Let's go get Steined
Last Sunday, a guard at the San Francisco Contemporary Jewish Museum’s Gertrude Stein exhibit revealed a hazardous irony deficiency when he hassled a lesbian couple for being publicly affectionate. In honor of those women, and her recent surge in popularity thanks to Woody Allen’s unlikely crossover hit Midnight In Paris, it’s Gertrude Stein week here at Harriet.
You might want to relax with some Stein audio from UbuWeb, “the WikiLeaks of the avant garde,” helmed by the perennially colorful Kenny Goldsmith. (While we're here: We think Kenny G would strongly approve of The Found Poetry Review, a new publication featuring a poem derived from a Wikipedia page.)
"We are always the same age inside."
Slam poetry celebrates its 25th year a couple of miles south of its birthplace, Chicago's Green Mill jazz club. Marc Kelly Smith, the forum’s de facto founder and author of The Complete Idiot’s Guide to Slam Poetry, broke the news, and will be on hand.
"Rose is a rose is a rose is a rose."
We found an intriguing article from New Zealand’s Otago Daily Times about Kingsley “Akala” Daley, a performance poet and teacher who gets kids interested in Shakespeare by emphasizing the Bard’s kinship with Jay-Z. If it sounds too much like Dead Poet’s Society, check out the article – Akala knows what he’s talking about and seems to be onto something.
"A feather is trimmed, it is trimmed by the light and the bug and the post, it is trimmed by little leaning and by all sorts of mounted reserves and loud volumes. It is surely cohesive."
It’s always a good time to reread Ange Mlinko’s piece on the poetry of birdsong. Spoiler alert: The smarter, more adaptive birds are the “experimental” ones.
On Oakland: "There is no there there."
Not anymore, anyway. The notoriously cash-strapped University of California Press has put the official kibosh on its New California Poetry series. We’re not happy about this, but must mention that it had a great run, publishing Lisa Robertson, Brian Blanchfield, Juliana Spahr and countless other favorites and scoring a left-field hit in 2010 with Autobiography of Mark Twain. So it goes. Borders, too, has crapped out, obviously. Ponder that controversial development while shopping for dirt-cheap bookshelves at one of its massive fire sales.
"It takes a heap of loafing to write a book."
It takes a heap of stamina and ingenuity to promote a book of poetry. Our favorite hype this week comes from Publication Studio, preparing a web-savvy launch for Stacy Doris’s long-delayed The Cake Part and from Les Figues Press, taking to Kickstarter to raise scratch for I’ll Drown This Book, a collection of conceptual writing by women.
"If you can't say anything nice about anyone else, come sit next to me."
Who enjoys the precisely articulated schadenfreude of a particularly well-written negative review? We do. (Almost as much as we love Victorian poetry, although we can't always find anyone who wants to discuss it with us, and we get sad and lonely when that happens. Anyway....) So does Slate writer Robert Pinsky, who, in a triumph of Slate-y counterintuitive-ness, praises John Wilson Croker, the critic whose savage pen allegedly killed Keats, only to sort of back off by the end. We’d give Pinsky’s piece a 6.7.
"Let me listen to me and not to them."
Poets don’t always fare well under theocratic governments. Syrian poet and songwriter Ibrahim Qashoush, dubbed “the singer of the revolution,” was assassinated by Syrian security forces in early July. (Be advised that some of those links may expose you to gruesome photos.) Ayat al-Qurmezi, a student poet in the kingdom of Bahrain, was released from prison early after receiving a year-long sentence for pissing off Sunni royalty, on condition that she keep her mouth shut from now on. We’ll see how that goes.
"One must dare to be happy."
Perhaps taking a cue from a 2007 Gnarls Barkley stunt, The Washington Post has started a haiku contest with the endless debt ceiling controversy as a theme. It was inspired by a Tweet from Nu Wexlers, communications director for the House Budget Committee Democrats, with a #debtceilinghaikus hashtag that quickly trended. Let’s get a few laughs out of this, people.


Starting at the top of the entries below, set down each line exactly as written, and stop after the line containing "Image is 768x370 pixels.".
|---|
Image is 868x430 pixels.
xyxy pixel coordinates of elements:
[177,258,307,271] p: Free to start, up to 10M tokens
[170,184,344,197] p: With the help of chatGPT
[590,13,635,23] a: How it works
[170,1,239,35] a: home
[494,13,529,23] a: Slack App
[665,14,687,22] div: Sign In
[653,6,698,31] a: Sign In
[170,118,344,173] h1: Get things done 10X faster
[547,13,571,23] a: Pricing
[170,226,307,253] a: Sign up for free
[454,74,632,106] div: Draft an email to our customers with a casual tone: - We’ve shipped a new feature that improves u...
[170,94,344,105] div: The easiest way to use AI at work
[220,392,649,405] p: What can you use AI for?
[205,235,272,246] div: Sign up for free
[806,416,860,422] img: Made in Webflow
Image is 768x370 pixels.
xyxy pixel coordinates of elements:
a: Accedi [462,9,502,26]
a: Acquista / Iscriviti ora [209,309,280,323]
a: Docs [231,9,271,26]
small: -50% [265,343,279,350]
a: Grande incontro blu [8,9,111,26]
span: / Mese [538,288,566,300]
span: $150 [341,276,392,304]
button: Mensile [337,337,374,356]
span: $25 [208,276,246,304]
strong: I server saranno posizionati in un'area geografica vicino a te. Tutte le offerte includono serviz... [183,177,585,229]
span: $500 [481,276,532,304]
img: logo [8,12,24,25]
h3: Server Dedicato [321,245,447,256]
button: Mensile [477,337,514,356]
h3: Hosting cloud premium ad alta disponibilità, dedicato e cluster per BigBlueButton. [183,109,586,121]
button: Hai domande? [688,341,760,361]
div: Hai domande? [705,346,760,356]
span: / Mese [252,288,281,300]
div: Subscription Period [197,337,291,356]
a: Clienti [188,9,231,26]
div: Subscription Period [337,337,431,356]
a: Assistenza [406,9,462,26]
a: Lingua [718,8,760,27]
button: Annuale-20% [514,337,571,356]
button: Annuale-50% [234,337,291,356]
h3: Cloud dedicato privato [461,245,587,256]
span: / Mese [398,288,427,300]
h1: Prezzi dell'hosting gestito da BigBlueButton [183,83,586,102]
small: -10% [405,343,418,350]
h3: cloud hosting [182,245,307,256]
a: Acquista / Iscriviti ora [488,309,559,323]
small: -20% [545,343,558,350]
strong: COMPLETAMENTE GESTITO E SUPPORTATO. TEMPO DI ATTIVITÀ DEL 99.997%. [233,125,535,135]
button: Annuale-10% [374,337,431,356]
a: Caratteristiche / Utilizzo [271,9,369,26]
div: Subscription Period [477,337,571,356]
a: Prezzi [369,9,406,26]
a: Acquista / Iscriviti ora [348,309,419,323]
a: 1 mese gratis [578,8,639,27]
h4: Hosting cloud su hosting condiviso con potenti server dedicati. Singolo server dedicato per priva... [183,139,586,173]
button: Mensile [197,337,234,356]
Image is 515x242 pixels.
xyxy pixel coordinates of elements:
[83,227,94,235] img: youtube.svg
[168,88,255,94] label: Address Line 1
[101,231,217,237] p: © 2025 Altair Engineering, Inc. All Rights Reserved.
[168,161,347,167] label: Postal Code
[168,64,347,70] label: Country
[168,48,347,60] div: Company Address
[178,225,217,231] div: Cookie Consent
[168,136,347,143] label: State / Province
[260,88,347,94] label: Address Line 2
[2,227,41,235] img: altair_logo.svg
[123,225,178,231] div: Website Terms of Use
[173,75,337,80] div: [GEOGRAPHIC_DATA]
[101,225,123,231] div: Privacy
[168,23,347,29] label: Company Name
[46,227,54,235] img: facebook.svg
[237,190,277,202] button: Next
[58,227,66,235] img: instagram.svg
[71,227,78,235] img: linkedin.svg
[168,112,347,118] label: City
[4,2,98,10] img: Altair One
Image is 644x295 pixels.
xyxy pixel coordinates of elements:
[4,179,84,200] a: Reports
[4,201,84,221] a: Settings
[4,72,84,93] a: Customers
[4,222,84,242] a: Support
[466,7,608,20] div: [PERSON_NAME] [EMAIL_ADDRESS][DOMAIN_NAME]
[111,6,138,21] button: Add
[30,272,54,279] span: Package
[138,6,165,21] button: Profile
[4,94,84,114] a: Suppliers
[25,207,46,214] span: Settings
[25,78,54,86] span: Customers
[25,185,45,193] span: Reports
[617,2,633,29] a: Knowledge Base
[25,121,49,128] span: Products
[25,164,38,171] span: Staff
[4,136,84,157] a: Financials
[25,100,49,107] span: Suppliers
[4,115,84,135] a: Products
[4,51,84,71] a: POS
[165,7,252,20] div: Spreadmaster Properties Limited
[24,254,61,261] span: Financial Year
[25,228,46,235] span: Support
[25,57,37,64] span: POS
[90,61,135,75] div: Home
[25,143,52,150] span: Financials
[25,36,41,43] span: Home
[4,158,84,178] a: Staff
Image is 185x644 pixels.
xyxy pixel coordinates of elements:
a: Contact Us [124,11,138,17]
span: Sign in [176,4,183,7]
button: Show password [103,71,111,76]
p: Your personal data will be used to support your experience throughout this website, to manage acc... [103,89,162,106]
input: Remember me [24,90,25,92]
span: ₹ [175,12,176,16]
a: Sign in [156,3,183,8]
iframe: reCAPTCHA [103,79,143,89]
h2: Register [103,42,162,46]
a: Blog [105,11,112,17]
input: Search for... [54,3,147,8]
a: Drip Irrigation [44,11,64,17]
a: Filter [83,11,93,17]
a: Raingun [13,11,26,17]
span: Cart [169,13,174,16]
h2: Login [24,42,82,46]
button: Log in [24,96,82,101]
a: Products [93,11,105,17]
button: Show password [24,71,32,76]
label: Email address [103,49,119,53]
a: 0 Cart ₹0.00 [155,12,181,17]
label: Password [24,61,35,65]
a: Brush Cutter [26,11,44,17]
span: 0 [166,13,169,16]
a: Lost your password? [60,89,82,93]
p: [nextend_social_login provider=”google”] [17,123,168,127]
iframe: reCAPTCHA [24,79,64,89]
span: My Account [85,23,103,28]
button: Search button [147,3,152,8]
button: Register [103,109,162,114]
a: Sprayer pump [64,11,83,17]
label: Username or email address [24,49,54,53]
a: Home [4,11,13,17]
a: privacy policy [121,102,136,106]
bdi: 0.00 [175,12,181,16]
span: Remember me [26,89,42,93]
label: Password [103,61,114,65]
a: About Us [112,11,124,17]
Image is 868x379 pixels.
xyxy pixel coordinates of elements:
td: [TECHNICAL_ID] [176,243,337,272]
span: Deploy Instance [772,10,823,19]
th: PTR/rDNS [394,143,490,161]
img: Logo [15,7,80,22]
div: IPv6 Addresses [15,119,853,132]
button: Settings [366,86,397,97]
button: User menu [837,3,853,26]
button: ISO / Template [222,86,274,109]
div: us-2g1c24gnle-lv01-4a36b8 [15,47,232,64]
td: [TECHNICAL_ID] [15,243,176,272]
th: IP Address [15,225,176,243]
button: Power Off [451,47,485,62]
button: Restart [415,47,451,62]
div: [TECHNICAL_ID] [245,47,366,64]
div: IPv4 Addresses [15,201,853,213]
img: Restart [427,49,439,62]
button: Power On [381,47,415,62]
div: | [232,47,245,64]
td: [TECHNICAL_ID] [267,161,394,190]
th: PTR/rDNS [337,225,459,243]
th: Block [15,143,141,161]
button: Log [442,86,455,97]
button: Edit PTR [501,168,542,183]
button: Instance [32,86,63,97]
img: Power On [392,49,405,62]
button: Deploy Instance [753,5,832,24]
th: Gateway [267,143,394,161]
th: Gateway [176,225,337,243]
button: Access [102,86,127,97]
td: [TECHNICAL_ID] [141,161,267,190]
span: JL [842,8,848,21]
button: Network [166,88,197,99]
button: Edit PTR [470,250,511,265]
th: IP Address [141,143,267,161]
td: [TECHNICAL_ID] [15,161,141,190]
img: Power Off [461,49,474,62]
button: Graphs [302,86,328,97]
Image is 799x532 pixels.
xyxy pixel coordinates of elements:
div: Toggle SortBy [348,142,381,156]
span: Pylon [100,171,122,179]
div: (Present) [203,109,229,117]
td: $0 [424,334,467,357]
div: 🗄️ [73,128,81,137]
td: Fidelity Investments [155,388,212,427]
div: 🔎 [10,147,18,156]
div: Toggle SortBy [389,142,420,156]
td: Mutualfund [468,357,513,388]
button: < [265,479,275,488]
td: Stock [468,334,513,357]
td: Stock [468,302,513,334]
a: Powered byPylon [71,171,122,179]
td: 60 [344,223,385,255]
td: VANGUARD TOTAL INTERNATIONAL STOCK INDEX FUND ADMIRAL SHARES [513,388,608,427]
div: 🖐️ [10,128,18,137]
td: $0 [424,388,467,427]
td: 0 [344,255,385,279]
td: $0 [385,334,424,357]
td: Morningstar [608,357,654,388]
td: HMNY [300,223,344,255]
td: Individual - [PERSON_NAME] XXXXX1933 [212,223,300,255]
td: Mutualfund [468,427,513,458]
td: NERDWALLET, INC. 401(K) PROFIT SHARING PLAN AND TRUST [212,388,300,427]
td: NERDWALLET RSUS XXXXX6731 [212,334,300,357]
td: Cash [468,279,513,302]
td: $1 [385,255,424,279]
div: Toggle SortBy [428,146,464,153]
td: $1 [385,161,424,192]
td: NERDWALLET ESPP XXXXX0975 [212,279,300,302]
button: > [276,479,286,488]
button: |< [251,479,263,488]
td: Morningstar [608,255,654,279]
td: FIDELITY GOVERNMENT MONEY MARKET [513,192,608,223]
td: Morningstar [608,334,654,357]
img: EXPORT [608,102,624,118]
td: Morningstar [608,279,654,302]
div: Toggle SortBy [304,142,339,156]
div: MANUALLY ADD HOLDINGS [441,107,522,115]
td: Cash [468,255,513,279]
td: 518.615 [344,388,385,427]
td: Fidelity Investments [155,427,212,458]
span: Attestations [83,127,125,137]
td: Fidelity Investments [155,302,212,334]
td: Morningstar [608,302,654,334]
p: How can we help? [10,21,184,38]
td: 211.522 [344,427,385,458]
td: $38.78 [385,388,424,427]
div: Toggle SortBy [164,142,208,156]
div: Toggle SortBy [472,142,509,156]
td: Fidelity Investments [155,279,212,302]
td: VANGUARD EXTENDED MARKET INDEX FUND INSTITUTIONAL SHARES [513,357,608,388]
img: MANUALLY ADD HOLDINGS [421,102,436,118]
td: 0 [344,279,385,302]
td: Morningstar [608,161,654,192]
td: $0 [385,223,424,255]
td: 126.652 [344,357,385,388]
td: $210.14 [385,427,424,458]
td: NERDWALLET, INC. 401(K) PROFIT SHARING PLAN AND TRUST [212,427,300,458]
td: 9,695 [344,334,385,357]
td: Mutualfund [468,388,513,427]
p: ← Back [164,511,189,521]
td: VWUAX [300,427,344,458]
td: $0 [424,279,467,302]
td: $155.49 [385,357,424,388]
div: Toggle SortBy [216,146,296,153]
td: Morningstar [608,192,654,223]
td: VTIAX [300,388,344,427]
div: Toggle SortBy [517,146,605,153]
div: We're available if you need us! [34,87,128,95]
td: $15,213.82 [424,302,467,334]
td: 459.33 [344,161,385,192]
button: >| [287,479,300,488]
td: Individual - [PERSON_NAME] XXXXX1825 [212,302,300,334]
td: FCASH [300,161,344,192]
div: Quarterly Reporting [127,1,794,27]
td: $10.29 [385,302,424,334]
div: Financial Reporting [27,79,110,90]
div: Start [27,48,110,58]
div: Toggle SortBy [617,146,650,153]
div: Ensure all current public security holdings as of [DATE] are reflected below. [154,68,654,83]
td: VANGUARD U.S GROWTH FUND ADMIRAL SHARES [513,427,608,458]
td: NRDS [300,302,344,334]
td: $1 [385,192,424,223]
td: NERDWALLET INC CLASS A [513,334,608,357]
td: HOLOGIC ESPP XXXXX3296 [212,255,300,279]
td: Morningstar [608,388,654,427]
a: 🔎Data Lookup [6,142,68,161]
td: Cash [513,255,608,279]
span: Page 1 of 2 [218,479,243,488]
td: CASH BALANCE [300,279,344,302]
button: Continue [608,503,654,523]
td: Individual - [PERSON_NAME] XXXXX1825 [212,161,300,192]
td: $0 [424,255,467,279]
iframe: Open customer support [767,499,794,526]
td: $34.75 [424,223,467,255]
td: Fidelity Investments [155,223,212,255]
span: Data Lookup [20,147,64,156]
|---|
**Result below**
Image is 868x430 pixels.
xyxy pixel coordinates of elements:
[177,258,307,271] p: Free to start, up to 10M tokens
[170,184,344,197] p: With the help of chatGPT
[590,13,635,23] a: How it works
[170,1,239,35] a: home
[494,13,529,23] a: Slack App
[665,14,687,22] div: Sign In
[653,6,698,31] a: Sign In
[170,118,344,173] h1: Get things done 10X faster
[547,13,571,23] a: Pricing
[170,226,307,253] a: Sign up for free
[454,74,632,106] div: Draft an email to our customers with a casual tone: - We’ve shipped a new feature that improves u...
[170,94,344,105] div: The easiest way to use AI at work
[220,392,649,405] p: What can you use AI for?
[205,235,272,246] div: Sign up for free
[806,416,860,422] img: Made in Webflow
Image is 768x370 pixels.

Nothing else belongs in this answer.